Researchers from the University of Montreal and Stanford University have come up with a model that visualizes the after-effects of flooding in order to raise awareness among people.
In a research paper, the researchers have demonstrated how the model generates the “after climate change” image based on the input image. The samples include an urban street’s view, a city’s view, and a suburban’s view on high, average, and low realism. Take a look at the image below.
The project uses Multimodal unsupervised image-to-image translation (MUNIT) architecture to “perform cross-domain multimodal mapping between a street-level image without any flooding to multiple versions of this image under diverse flood styles, to visually represent the impact of climate change-induced flooding on a personal level”, wrote the researchers.
The researchers found the existing quality evaluation methods to have strong limitations and says that those techniques don’t correlate with human judgment. To get around this, they propose a new evaluatory method involving humans for evaluating the outputs. They then compare the results from the human-based evaluation and automated evaluation for determining the efficiency of the automated evaluation metric.
“While automated metrics are cheap and easy to compute, they need large sets of both generated and real samples in order to produce reliable scores, which even then are not comparable between different tasks. Human metrics, on the other hand, maybe more representative of human perception, but are more costly to compute and can vary depending on task design”, concluded the researchers.
With this project, the researchers plan to create an ML architecture that will generate the most realistic image representing the aftermaths of climate change with any given input image from Google StreetView. Similar climatic changes like tropical cyclones or wildfire are also expected to be represented by this project in the future.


**Problem statement:**
Search the listing below for the word "velocity", and copy every line in which it turns up.

**Records:**
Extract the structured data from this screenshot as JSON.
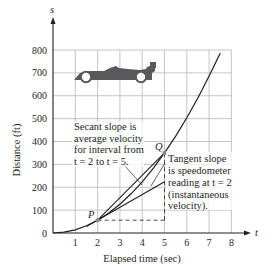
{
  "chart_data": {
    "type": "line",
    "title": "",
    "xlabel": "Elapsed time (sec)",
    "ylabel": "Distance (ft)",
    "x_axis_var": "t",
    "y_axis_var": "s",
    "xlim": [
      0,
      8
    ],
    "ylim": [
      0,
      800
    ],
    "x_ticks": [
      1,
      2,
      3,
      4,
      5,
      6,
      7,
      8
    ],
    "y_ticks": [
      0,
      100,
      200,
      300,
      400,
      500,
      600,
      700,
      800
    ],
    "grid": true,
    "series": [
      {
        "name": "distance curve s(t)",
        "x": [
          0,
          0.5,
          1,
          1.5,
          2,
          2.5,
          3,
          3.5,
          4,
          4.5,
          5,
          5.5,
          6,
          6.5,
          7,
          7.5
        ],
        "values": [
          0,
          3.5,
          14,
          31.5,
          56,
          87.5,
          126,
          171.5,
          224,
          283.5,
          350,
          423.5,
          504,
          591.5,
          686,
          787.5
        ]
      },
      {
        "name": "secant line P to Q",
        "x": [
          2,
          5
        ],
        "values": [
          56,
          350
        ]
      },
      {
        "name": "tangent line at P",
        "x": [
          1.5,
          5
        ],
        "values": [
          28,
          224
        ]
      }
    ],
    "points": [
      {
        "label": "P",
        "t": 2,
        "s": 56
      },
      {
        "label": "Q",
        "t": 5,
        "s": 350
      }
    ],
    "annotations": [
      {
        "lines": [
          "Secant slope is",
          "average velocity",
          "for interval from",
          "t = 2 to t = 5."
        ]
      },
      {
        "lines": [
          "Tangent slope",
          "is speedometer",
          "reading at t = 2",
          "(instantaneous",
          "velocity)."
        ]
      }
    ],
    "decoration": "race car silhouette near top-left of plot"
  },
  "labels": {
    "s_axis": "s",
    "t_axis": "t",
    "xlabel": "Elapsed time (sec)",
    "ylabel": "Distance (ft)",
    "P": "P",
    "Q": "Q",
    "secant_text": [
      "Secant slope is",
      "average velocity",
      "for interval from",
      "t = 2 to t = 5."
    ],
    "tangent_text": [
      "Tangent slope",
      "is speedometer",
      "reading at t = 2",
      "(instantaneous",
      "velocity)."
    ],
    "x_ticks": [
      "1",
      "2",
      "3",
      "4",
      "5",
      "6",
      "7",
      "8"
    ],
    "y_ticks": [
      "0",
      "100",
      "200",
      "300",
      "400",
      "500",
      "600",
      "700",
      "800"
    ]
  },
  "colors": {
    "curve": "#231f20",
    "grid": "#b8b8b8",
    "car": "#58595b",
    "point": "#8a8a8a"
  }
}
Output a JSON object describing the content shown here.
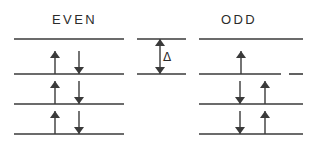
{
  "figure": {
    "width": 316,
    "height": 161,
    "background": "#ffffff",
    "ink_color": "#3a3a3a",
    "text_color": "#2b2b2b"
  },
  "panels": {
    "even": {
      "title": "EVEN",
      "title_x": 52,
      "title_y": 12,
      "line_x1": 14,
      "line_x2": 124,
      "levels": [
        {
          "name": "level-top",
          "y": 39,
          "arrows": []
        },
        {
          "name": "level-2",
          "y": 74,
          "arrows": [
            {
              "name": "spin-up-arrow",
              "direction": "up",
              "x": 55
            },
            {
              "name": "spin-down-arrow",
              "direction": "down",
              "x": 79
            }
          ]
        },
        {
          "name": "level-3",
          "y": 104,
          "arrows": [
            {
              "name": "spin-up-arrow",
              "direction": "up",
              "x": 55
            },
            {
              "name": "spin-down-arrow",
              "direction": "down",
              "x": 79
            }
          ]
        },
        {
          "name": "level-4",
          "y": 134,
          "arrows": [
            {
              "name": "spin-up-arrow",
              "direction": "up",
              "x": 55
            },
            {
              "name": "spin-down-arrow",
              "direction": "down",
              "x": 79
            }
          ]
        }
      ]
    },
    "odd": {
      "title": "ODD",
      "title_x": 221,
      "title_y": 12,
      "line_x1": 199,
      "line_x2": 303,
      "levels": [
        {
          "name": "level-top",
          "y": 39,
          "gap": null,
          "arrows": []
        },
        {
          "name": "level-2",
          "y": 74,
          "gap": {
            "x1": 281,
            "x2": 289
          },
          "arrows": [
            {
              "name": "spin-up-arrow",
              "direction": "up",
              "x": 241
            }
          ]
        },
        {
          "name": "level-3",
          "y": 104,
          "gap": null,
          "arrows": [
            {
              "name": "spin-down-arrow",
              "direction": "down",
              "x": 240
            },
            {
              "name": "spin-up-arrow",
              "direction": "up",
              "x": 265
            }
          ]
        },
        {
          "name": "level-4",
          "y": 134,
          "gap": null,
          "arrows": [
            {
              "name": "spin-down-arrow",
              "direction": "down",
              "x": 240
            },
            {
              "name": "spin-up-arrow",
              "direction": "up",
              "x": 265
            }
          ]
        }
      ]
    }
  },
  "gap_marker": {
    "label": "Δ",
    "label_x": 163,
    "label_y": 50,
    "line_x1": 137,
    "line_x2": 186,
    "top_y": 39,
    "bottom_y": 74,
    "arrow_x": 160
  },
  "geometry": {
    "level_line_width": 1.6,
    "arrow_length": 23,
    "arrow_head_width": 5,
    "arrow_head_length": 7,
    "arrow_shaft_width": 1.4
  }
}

...

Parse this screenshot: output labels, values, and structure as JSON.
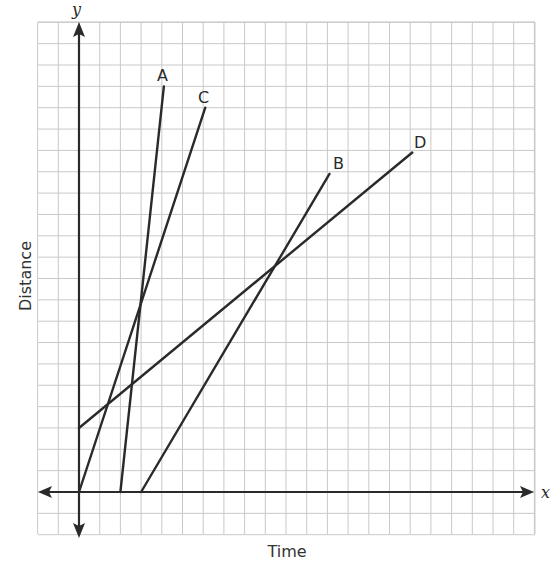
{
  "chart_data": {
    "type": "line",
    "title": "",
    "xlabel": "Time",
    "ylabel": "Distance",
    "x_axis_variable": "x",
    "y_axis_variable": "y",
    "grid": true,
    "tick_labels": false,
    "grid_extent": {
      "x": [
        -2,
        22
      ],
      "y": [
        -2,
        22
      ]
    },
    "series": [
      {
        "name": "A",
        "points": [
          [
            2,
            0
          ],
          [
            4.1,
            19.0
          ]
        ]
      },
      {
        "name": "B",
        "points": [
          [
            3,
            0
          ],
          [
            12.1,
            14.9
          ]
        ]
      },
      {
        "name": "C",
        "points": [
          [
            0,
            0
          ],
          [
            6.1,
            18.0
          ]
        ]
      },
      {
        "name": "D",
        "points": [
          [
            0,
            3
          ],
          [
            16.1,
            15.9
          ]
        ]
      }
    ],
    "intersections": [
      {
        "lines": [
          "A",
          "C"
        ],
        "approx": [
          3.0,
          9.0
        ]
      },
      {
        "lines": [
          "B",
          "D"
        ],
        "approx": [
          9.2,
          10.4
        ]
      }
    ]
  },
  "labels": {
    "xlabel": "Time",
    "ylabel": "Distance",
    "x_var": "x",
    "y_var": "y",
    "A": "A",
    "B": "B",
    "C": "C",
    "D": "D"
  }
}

* * *

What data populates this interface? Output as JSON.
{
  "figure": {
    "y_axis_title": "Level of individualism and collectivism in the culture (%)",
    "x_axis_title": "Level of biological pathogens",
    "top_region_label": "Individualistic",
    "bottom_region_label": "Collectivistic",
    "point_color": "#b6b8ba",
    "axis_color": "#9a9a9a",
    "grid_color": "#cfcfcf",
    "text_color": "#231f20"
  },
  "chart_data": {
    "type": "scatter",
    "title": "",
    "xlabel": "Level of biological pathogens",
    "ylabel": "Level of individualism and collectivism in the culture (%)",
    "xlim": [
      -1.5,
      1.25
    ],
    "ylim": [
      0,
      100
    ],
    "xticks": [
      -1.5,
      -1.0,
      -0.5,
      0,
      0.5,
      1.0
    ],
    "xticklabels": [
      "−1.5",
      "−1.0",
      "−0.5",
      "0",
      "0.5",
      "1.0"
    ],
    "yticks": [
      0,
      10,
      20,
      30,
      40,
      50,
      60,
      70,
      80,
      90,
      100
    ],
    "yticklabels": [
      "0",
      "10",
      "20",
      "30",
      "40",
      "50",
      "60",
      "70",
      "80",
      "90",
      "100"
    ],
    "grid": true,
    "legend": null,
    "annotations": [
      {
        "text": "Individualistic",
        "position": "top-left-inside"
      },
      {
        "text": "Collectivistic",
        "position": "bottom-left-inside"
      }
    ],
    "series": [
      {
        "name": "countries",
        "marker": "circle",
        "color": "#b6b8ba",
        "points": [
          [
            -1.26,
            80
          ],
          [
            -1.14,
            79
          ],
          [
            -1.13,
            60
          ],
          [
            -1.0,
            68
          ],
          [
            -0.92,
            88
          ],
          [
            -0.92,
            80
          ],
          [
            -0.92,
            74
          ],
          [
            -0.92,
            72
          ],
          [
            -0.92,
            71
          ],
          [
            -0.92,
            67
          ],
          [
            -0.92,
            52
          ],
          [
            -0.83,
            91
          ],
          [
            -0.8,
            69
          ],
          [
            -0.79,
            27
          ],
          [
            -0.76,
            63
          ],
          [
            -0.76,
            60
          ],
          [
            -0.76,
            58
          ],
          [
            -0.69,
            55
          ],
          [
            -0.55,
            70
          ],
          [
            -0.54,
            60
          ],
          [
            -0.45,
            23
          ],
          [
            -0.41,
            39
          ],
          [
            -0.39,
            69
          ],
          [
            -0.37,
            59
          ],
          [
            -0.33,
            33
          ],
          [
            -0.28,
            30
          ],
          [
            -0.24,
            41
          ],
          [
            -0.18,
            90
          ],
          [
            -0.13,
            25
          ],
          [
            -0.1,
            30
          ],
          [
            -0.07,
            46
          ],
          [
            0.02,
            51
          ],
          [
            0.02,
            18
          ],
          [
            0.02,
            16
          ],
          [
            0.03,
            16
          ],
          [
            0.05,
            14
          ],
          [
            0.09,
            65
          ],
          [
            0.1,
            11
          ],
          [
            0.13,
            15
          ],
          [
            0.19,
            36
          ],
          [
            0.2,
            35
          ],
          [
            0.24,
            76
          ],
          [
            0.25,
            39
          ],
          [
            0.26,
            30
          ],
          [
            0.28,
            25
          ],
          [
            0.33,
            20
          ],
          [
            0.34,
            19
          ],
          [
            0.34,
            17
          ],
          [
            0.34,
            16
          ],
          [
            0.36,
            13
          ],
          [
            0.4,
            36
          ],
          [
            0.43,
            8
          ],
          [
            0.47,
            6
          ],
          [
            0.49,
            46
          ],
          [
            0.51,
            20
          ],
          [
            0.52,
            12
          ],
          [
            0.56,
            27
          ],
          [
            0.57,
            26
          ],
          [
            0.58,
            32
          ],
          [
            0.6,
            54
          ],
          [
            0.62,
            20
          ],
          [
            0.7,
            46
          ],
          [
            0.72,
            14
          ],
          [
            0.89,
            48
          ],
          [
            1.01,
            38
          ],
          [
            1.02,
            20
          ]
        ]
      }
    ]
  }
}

**Final answer:**
          "average velocity",
          "velocity)."
      "average velocity",
      "velocity)."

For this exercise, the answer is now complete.